- WorldNetDaily reported two days after the D.C.-area sniper shootings began Oct. 2 that authorities were looking for two Hispanic men rather than the "lone white guy" commonly discussed in the media. Suspects John Allen Muhammad and John Lee Malvo, both black, were arrested Oct. 24. Less than a week prior to the arrests, WND reported that investigators believed the Beltway killer's tactics were similar to those taught by the U.S Army. Muhammad was later reported to be a Persian Gulf War veteran trained at two U.S. bases.

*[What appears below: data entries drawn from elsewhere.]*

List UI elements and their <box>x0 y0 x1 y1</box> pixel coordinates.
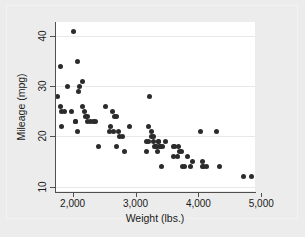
gridline-y-40 <box>55 36 255 37</box>
scatter-point <box>190 159 195 164</box>
scatter-point <box>120 134 125 139</box>
scatter-point <box>179 149 184 154</box>
scatter-point <box>75 59 80 64</box>
scatter-point <box>69 109 74 114</box>
scatter-point <box>127 124 132 129</box>
scatter-point <box>73 119 78 124</box>
x-tick-label-4000: 4,000 <box>186 198 211 209</box>
graph-region: 10203040 2,0003,0004,0005,000 Mileage (m… <box>6 5 298 219</box>
x-tick-mark-3000 <box>136 193 137 197</box>
scatter-point <box>93 119 98 124</box>
y-tick-mark-20 <box>50 136 55 137</box>
y-tick-label-text: 40 <box>37 30 48 41</box>
scatter-point <box>65 84 70 89</box>
chart-screenshot: 10203040 2,0003,0004,0005,000 Mileage (m… <box>0 0 305 237</box>
y-tick-label-text: 10 <box>37 181 48 192</box>
gridline-y-30 <box>55 86 255 87</box>
x-tick-mark-2000 <box>73 193 74 197</box>
scatter-point <box>175 154 180 159</box>
scatter-point <box>76 89 81 94</box>
scatter-point <box>114 144 119 149</box>
y-tick-mark-10 <box>50 187 55 188</box>
x-tick-mark-4000 <box>198 193 199 197</box>
scatter-point <box>146 124 151 129</box>
y-tick-label-20: 20 <box>35 136 49 137</box>
scatter-point <box>249 174 254 179</box>
scatter-point <box>58 64 63 69</box>
scatter-point <box>62 109 67 114</box>
y-axis-line <box>55 22 56 192</box>
y-tick-mark-40 <box>50 36 55 37</box>
scatter-point <box>147 94 152 99</box>
scatter-point <box>75 129 80 134</box>
scatter-point <box>96 144 101 149</box>
scatter-point <box>122 149 127 154</box>
y-tick-label-40: 40 <box>35 36 49 37</box>
y-tick-mark-30 <box>50 86 55 87</box>
scatter-point <box>155 149 160 154</box>
scatter-point <box>59 124 64 129</box>
x-tick-mark-5000 <box>261 193 262 197</box>
y-tick-label-text: 20 <box>37 131 48 142</box>
y-tick-label-30: 30 <box>35 86 49 87</box>
scatter-point <box>77 84 82 89</box>
scatter-point <box>80 104 85 109</box>
x-tick-label-3000: 3,000 <box>123 198 148 209</box>
scatter-point <box>114 114 119 119</box>
gridline-y-10 <box>55 187 255 188</box>
y-tick-label-text: 30 <box>37 81 48 92</box>
scatter-point <box>144 149 149 154</box>
scatter-point <box>71 29 76 34</box>
scatter-point <box>204 164 209 169</box>
scatter-point <box>159 164 164 169</box>
scatter-point <box>163 139 168 144</box>
scatter-point <box>217 164 222 169</box>
scatter-point <box>214 129 219 134</box>
scatter-point <box>160 144 165 149</box>
x-tick-label-5000: 5,000 <box>249 198 274 209</box>
scatter-point <box>185 154 190 159</box>
scatter-point <box>182 164 187 169</box>
scatter-point <box>80 79 85 84</box>
scatter-point <box>241 174 246 179</box>
plot-area <box>55 22 255 191</box>
y-axis-title: Mileage (mpg) <box>15 73 27 140</box>
scatter-point <box>58 104 63 109</box>
y-tick-label-10: 10 <box>35 187 49 188</box>
scatter-point <box>103 104 108 109</box>
scatter-point <box>198 129 203 134</box>
x-axis-line <box>55 192 256 193</box>
scatter-point <box>188 164 193 169</box>
x-axis-title: Weight (lbs.) <box>126 212 185 224</box>
x-tick-label-2000: 2,000 <box>60 198 85 209</box>
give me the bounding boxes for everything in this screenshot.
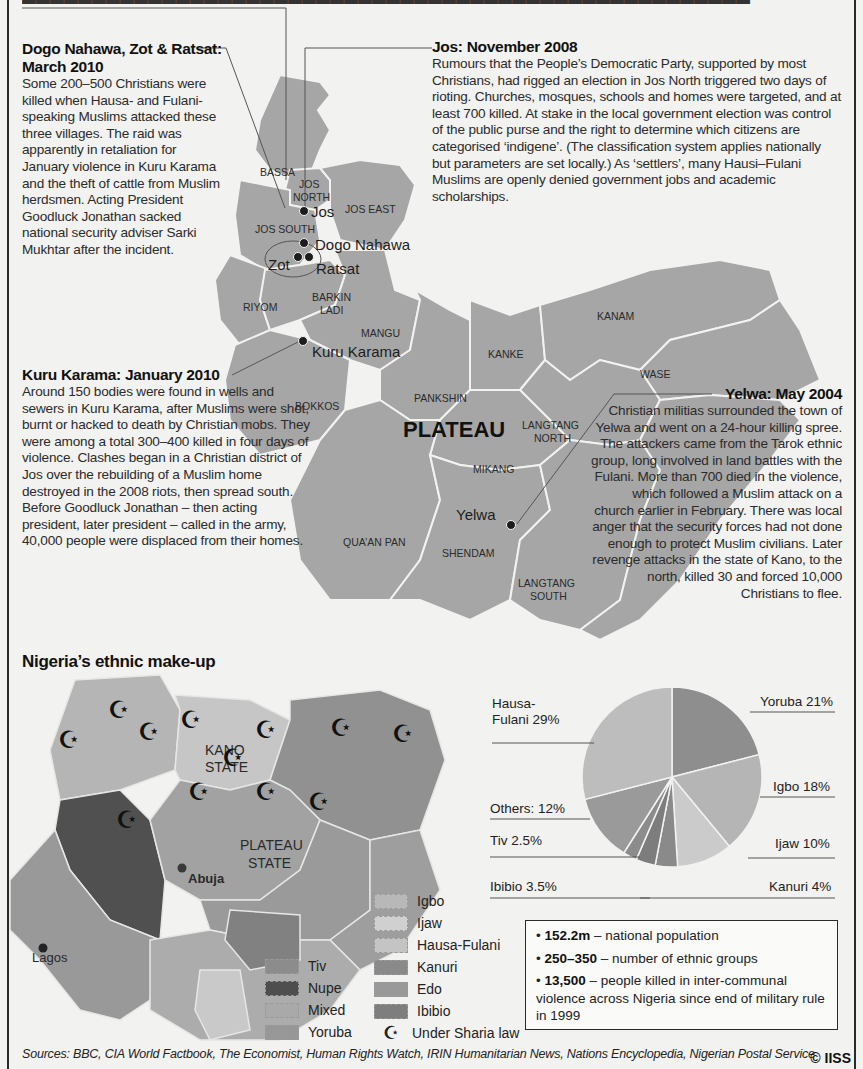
legend-col-1: Tiv Nupe Mixed Yoruba [265, 955, 352, 1043]
crescent-star-icon: ☪ [308, 788, 330, 815]
lga-label-riyom: RIYOM [243, 301, 277, 313]
place-dot-dogo [300, 239, 309, 248]
legend-swatch [374, 894, 408, 909]
story-title: Dogo Nahawa, Zot & Ratsat: March 2010 [22, 40, 222, 76]
lga-label-north2: NORTH [534, 432, 571, 444]
lga-label-quaan-pan: QUA’AN PAN [343, 536, 406, 548]
story-dogo-nahawa: Dogo Nahawa, Zot & Ratsat: March 2010 So… [22, 40, 222, 259]
abuja-dot [178, 864, 187, 873]
lga-label-wase: WASE [640, 368, 671, 380]
crescent-star-icon: ☪ [188, 778, 210, 805]
legend-item-tiv: Tiv [265, 955, 352, 977]
lga-label-jos-south: JOS SOUTH [255, 223, 315, 235]
crescent-star-icon: ☪ [255, 778, 277, 805]
legend-swatch [374, 982, 408, 997]
crescent-star-icon: ☪ [180, 706, 202, 733]
lagos-dot [39, 944, 48, 953]
fact-box: • 152.2m – national population • 250–350… [525, 920, 838, 1030]
legend-item-kanuri: Kanuri [374, 956, 519, 978]
lga-label-jos-east: JOS EAST [345, 203, 396, 215]
legend-item-yoruba: Yoruba [265, 1021, 352, 1043]
lga-label-pankshin: PANKSHIN [414, 392, 467, 404]
story-body: Some 200–500 Christians were killed when… [22, 76, 222, 259]
crescent-star-icon: ☪ [222, 744, 244, 771]
place-dot-kuru [299, 337, 308, 346]
label-lagos: Lagos [32, 950, 68, 965]
lga-label-north: NORTH [293, 191, 330, 203]
story-title: Jos: November 2008 [432, 38, 842, 56]
story-body: Around 150 bodies were found in wells an… [22, 384, 312, 550]
place-dot-yelwa [507, 521, 516, 530]
story-kuru-karama: Kuru Karama: January 2010 Around 150 bod… [22, 366, 312, 550]
legend-swatch [374, 916, 408, 931]
place-dot-zot [294, 253, 303, 262]
story-body: Christian militias surrounded the town o… [590, 403, 842, 602]
pie-label-tiv: Tiv 2.5% [490, 833, 542, 849]
lga-label-kanke: KANKE [488, 348, 524, 360]
lga-label-mikang: MIKANG [473, 463, 514, 475]
crescent-star-icon: ☪ [330, 714, 352, 741]
lga-label-langtang: LANGTANG [522, 419, 579, 431]
pie-label-ibibio: Ibibio 3.5% [490, 879, 557, 895]
place-label-kuru: Kuru Karama [312, 343, 401, 360]
fact-killed: • 13,500 – people killed in inter-commun… [536, 972, 827, 1025]
crescent-star-icon: ☪ [374, 1022, 408, 1044]
crescent-star-icon: ☪ [108, 696, 130, 723]
legend-item-sharia: ☪Under Sharia law [374, 1022, 519, 1044]
crescent-star-icon: ☪ [58, 726, 80, 753]
legend-swatch [265, 959, 299, 974]
pie-label-yoruba: Yoruba 21% [760, 694, 833, 710]
place-label-yelwa: Yelwa [456, 506, 496, 523]
crescent-star-icon: ☪ [138, 718, 160, 745]
crescent-star-icon: ☪ [255, 716, 277, 743]
lga-label-shendam: SHENDAM [442, 547, 495, 559]
legend-item-hausa-fulani: Hausa-Fulani [374, 934, 519, 956]
lga-label-mangu: MANGU [361, 327, 400, 339]
pie-label-others: Others: 12% [490, 801, 565, 817]
lga-label-bassa: BASSA [260, 166, 295, 178]
state-label-plateau: PLATEAU [403, 417, 505, 442]
pie-label-ijaw: Ijaw 10% [775, 836, 830, 852]
legend-swatch [374, 938, 408, 953]
crescent-star-icon: ☪ [116, 806, 138, 833]
sources-credit: Sources: BBC, CIA World Factbook, The Ec… [22, 1047, 815, 1061]
place-dot-ratsat [305, 253, 314, 262]
legend-item-ibibio: Ibibio [374, 1000, 519, 1022]
lga-label-jos: JOS [299, 178, 319, 190]
section-title-ethnic: Nigeria’s ethnic make-up [22, 652, 215, 672]
label-plateau-state-2: STATE [248, 855, 291, 871]
legend-item-nupe: Nupe [265, 977, 352, 999]
story-body: Rumours that the People’s Democratic Par… [432, 56, 842, 205]
lga-label-kanam: KANAM [597, 310, 634, 322]
lga-label-barkin: BARKIN [312, 291, 351, 303]
legend-swatch [265, 1003, 299, 1018]
place-dot-jos [300, 207, 309, 216]
pie-label-kanuri: Kanuri 4% [769, 879, 831, 895]
story-jos: Jos: November 2008 Rumours that the Peop… [432, 38, 842, 205]
copyright: © IISS [810, 1050, 851, 1066]
label-plateau-state: PLATEAU [240, 837, 303, 853]
legend-item-mixed: Mixed [265, 999, 352, 1021]
legend-item-edo: Edo [374, 978, 519, 1000]
legend-swatch [265, 1025, 299, 1040]
fact-population: • 152.2m – national population [536, 927, 827, 945]
lga-label-ladi: LADI [320, 304, 343, 316]
lga-label-langtang2: LANGTANG [518, 577, 575, 589]
pie-label-hausa-fulani: Hausa-Fulani 29% [492, 696, 560, 728]
legend-swatch [374, 960, 408, 975]
lga-bassa [255, 75, 330, 180]
legend-col-2: Igbo Ijaw Hausa-Fulani Kanuri Edo Ibibio… [374, 890, 519, 1044]
label-abuja: Abuja [188, 871, 225, 886]
story-title: Yelwa: May 2004 [590, 385, 842, 403]
story-title: Kuru Karama: January 2010 [22, 366, 312, 384]
pie-label-igbo: Igbo 18% [773, 779, 830, 795]
place-label-zot: Zot [268, 256, 291, 273]
lga-label-south: SOUTH [530, 590, 567, 602]
place-label-jos: Jos [311, 203, 334, 220]
legend-swatch [374, 1004, 408, 1019]
place-label-dogo: Dogo Nahawa [315, 236, 411, 253]
legend-item-ijaw: Ijaw [374, 912, 519, 934]
crescent-star-icon: ☪ [392, 720, 414, 747]
place-label-ratsat: Ratsat [316, 260, 360, 277]
fact-ethnic-groups: • 250–350 – number of ethnic groups [536, 950, 827, 968]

- On Sept. 5, WND broke the news of the 15-year-old Canadian al-Qaida terrorist held by the U.S., which became the biggest story in Canada for several days. The youth was held in Afghanistan for the murder of a U.S. Special Forces medic, intelligence sources told WorldNetDaily. The teen is the son of Ahmed Saeed Khadr, a Canadian citizen whom the U.S. has accused of having direct ties to Osama bin Laden. On Sept. 6, WND reported that more information surfaced closely tying the teen's family to bin Laden's al-Qaida terrorist network. Sources said the Canadian government was pressuring Washington for the return of its citizen, while the U.S. government investigated the death of the Special Forces medic.
- WND first reported that sources close to the preparations for a U.S. invasion of Iraq were concerned about what they perceive to be the military's inadequate preparation of Arabic-language interrogators – a critical component not only of a battlefield victory but a nation-building operation afterwards. Current training exercises emphasize battlefield interrogation techniques, overlooking the need for understanding tribal conflicts, terrorist infrastructures, Islamic politics and other concerns, the sources said.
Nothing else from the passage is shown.